Dom Post on Budget

The Dom Post has some advice for Dr Cullen:

The grim reality facing Dr Cullen, however, is that unless today’s Budget contains a circuit-breaker he and his ministerial colleagues can start packing up their ministerial offices …

Prime Minister Helen Clark says the Fairfax poll, showing Labour 27 points behind National, is “totally out of line”. She is wrong. It is a reputable, scientific poll that continues a trend showing voters have become increasingly disenchanted with a Government that preaches to them about what they can eat and how they should discipline their children, but does not trust them to spend their own money.

So very very true. Families are told the Government does not trust them to feed their kids okay, does not trust them to be good parents and does not trust them to spend their own money.

Three years ago Dr Cullen reluctantly agreed to index tax thresholds to the rate of inflation to stop bracket creep shifting more and more middle-income earners into the top tax bracket, but he cancelled what became derisively known as the “chewing gum” tax cuts when the public showed insufficient gratitude.

Today he will again announce cuts, almost certainly larger than those previously promised, but with National leader John Key having cleverly raised the bar by suggesting a National government would cut taxes by more than $50 a week, the smaller cuts that have been signalled will not meet public expectations.

I commented to a journalist yesterday that John’s casual reference to $50 a week was either calculated genius or thinking aloud, but which ever one it was it has been devastating for Labour in terms of expectations.

Dr Cullen can be expected to point out that larger cuts would increase inflation, pushing up interest rates. But that is not an insurmountable problem. Across the Tasman the new Labor government of Kevin Rudd has honoured its pledge to reduce personal income taxes by A$47 billion over the next four years by curbing the future growth of government spending.

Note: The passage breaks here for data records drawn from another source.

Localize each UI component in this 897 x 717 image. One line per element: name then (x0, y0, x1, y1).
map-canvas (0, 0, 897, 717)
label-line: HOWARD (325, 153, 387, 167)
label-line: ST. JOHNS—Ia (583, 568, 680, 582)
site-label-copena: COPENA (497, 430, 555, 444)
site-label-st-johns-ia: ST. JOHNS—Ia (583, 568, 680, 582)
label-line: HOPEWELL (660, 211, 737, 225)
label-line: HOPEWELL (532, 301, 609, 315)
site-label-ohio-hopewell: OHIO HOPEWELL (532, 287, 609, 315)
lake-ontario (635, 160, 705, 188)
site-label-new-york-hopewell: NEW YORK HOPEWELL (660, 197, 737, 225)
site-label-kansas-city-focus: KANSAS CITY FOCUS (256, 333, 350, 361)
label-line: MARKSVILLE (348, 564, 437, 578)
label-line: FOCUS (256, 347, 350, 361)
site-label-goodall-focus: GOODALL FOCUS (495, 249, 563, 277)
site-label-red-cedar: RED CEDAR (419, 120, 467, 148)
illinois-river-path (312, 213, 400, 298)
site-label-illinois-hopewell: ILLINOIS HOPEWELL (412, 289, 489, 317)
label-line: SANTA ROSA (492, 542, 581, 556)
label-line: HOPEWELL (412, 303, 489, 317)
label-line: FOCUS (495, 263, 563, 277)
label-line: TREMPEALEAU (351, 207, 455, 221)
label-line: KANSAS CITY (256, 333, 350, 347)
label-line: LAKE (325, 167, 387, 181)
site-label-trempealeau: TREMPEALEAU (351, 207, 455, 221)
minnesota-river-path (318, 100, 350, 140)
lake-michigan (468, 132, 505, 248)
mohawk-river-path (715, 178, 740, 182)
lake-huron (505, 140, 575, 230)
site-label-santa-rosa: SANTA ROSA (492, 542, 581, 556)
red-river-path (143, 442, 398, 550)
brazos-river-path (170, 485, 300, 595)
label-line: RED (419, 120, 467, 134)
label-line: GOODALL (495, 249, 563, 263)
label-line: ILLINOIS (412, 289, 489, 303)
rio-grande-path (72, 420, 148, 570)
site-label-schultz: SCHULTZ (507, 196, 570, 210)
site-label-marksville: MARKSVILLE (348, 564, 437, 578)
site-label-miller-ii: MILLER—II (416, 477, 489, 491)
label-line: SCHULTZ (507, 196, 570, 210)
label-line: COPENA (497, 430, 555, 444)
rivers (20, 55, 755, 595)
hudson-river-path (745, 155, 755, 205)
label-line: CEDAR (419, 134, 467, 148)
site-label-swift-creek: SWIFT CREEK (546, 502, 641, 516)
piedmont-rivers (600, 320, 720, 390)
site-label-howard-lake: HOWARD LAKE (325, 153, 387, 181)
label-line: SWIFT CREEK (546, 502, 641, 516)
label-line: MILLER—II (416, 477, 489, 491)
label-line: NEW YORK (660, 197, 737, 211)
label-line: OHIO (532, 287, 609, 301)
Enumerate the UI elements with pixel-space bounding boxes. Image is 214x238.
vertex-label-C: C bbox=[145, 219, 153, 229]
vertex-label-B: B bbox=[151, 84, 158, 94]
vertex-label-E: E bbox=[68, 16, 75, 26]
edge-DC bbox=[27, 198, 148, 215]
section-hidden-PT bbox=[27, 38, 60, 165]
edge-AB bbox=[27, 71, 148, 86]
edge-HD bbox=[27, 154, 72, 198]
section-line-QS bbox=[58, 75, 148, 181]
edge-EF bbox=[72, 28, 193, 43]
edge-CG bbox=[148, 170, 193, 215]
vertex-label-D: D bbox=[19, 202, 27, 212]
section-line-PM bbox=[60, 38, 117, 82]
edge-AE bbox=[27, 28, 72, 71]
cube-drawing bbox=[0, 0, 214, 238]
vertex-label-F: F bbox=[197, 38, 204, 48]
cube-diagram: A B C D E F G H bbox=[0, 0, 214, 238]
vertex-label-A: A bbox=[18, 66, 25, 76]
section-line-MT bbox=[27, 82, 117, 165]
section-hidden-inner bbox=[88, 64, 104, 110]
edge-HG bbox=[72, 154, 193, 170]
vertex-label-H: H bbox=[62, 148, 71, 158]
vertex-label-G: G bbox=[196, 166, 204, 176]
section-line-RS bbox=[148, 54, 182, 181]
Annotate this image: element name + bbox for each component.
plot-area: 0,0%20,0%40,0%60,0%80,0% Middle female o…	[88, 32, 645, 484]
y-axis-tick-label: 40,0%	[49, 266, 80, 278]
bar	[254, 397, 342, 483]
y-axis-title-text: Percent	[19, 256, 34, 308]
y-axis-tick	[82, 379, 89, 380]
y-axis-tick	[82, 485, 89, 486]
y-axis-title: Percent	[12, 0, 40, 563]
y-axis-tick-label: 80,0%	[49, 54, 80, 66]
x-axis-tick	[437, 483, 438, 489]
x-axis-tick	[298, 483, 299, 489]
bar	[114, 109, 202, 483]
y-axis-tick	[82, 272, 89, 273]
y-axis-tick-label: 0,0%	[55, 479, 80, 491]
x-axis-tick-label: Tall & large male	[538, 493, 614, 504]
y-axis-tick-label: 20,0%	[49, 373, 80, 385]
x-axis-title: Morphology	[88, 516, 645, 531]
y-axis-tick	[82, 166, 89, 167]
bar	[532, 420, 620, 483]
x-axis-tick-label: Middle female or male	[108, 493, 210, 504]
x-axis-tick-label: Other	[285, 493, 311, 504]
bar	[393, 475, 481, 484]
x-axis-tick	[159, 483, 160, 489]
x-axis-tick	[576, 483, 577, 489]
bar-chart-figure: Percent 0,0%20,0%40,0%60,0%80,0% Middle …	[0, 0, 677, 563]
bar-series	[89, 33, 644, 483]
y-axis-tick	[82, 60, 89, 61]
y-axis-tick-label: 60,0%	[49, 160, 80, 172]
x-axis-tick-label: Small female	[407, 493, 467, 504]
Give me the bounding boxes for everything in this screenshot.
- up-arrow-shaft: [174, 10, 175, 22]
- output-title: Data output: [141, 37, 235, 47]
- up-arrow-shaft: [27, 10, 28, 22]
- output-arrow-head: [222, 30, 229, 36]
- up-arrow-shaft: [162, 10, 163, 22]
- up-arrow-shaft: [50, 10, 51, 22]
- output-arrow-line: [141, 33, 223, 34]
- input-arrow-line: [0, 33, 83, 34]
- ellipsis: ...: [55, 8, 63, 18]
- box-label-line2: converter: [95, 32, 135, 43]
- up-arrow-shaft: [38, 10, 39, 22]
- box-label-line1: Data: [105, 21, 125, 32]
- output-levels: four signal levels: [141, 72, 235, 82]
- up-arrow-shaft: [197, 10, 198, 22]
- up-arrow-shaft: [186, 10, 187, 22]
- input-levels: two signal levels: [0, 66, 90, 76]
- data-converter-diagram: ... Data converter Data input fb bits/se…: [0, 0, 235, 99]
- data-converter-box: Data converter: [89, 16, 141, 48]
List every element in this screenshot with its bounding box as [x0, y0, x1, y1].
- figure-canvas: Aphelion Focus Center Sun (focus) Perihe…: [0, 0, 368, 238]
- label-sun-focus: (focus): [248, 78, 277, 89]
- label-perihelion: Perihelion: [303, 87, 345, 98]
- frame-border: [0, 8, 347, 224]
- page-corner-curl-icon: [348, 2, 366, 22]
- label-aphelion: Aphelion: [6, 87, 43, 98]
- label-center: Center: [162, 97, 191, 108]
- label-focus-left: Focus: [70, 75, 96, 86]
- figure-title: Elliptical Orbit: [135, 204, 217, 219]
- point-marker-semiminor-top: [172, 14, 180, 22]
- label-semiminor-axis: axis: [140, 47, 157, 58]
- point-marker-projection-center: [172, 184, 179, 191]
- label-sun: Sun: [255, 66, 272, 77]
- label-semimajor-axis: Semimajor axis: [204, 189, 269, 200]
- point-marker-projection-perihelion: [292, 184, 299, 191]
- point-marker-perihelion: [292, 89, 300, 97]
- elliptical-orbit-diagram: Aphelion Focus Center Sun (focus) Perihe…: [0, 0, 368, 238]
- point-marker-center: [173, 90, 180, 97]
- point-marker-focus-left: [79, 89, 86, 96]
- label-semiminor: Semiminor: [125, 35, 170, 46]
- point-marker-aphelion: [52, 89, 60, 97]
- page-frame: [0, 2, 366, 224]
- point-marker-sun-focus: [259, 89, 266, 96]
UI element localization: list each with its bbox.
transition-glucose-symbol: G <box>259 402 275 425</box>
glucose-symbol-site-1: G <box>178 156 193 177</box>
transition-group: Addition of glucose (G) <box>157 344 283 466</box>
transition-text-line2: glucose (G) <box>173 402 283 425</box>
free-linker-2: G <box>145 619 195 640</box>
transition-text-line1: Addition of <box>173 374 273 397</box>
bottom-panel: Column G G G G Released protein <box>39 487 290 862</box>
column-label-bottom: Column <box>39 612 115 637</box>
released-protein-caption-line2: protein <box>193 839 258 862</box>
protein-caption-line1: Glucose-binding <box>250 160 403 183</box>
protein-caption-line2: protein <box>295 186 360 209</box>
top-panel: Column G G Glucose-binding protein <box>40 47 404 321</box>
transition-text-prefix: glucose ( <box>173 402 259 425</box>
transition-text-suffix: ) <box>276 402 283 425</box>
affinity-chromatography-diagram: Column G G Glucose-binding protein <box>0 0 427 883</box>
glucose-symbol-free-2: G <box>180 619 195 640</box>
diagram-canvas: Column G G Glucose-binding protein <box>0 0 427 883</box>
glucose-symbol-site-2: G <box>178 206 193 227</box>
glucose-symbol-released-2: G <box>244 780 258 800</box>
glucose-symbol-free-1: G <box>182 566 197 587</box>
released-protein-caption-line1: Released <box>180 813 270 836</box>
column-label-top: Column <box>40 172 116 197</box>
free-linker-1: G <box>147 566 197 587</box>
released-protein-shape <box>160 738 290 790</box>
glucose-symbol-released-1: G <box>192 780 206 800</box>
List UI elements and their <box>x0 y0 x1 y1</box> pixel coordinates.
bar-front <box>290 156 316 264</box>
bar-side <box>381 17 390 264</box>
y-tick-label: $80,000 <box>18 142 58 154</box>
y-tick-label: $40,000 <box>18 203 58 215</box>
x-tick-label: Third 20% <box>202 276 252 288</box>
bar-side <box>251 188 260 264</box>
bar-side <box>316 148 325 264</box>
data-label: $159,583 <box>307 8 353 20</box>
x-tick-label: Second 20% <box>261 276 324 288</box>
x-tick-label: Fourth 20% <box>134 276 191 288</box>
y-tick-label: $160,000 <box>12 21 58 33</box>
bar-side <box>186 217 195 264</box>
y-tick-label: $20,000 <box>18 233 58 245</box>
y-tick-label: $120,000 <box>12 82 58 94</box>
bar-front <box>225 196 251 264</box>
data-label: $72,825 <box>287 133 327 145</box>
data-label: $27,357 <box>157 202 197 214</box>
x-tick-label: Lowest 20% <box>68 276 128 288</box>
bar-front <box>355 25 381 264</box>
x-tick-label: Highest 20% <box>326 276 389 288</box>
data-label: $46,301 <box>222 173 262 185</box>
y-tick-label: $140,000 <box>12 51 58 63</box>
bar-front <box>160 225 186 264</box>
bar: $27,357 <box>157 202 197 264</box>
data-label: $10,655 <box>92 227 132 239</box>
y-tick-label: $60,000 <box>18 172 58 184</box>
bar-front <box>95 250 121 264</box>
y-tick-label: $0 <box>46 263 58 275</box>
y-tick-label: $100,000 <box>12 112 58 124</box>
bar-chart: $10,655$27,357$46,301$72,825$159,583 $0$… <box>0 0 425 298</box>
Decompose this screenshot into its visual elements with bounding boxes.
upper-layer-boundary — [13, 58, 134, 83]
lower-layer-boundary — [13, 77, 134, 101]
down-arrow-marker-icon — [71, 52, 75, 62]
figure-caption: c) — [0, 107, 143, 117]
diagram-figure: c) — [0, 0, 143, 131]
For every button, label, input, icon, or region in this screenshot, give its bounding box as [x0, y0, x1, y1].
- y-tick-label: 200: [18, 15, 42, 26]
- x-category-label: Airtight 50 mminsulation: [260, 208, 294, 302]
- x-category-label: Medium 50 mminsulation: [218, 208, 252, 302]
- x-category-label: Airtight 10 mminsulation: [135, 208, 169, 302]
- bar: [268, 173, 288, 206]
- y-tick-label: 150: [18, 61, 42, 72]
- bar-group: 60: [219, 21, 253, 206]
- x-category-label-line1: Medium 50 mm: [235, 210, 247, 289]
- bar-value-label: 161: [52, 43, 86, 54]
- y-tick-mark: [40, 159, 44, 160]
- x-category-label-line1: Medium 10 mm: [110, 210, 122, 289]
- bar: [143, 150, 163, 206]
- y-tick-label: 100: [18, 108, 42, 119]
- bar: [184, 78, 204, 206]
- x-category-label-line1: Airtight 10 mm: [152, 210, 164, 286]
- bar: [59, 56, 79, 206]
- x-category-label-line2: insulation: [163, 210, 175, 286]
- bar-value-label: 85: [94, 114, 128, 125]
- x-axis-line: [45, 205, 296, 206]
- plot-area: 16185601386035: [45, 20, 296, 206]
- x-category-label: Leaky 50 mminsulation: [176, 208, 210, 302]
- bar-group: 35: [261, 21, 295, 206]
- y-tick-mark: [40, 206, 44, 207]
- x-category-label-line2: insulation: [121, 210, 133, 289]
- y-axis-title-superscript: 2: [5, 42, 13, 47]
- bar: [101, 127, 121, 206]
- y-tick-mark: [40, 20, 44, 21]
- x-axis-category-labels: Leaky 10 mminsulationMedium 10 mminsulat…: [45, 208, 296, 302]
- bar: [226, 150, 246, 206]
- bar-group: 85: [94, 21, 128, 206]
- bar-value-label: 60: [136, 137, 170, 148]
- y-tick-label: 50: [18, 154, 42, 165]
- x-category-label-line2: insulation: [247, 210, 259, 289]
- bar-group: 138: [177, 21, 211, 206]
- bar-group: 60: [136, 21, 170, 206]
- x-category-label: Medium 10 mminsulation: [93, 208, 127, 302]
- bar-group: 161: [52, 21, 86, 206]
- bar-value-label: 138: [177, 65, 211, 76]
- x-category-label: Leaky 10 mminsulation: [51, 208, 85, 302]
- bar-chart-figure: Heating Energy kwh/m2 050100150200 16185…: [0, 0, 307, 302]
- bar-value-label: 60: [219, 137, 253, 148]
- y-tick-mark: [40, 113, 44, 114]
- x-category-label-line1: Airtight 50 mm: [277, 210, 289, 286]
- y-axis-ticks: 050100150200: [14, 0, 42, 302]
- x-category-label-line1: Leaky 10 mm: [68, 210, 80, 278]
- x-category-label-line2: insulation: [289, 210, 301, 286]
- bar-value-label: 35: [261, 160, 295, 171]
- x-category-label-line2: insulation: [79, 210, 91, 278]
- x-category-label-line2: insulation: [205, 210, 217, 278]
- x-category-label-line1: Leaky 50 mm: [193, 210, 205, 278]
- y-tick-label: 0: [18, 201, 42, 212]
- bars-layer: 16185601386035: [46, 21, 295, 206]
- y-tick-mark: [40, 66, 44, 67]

Absolutely. And tax cuts have less of an impact on inflation then extra government spending.

That is an avenue that has long been open to the Clark Government. Since taking office in 1999 government spending has doubled from $36 billion to $72 billion and, according to Mr Key, the number of bureaucrats has increased 37 per cent from just over 26,000 to 36,000.

Some of the increases are due to inflation and some to increases in the population, but Dr Cullen and his colleagues have not applied the same discipline to their spending as businesses and families are forced to do every day to survive.

There was some discipline early on but in the last few years the spending increases has been uncontrolled and more and more on low quality projects. In some Departments bureaucrats have even been told they are to bid for more than they actually want, and then to think up things to spend it on. Seriously.

It is past time for the government to take a more rigorous approach to its own spending. Doing so would increase the money available for tax cuts and reduce their inflationary impact. If Dr Cullen does not do so today, voters can take comfort from the knowledge that National will after the election.

And it adds up pretty quickly. $230 million has been spent on the Electricity Commission. Off memory $150 million on TEC. Close to a billion dollars wasted on low quality tertiary courses. Ministries are now bulging with communication officers, the SSC has been expanding out of sight etc etc.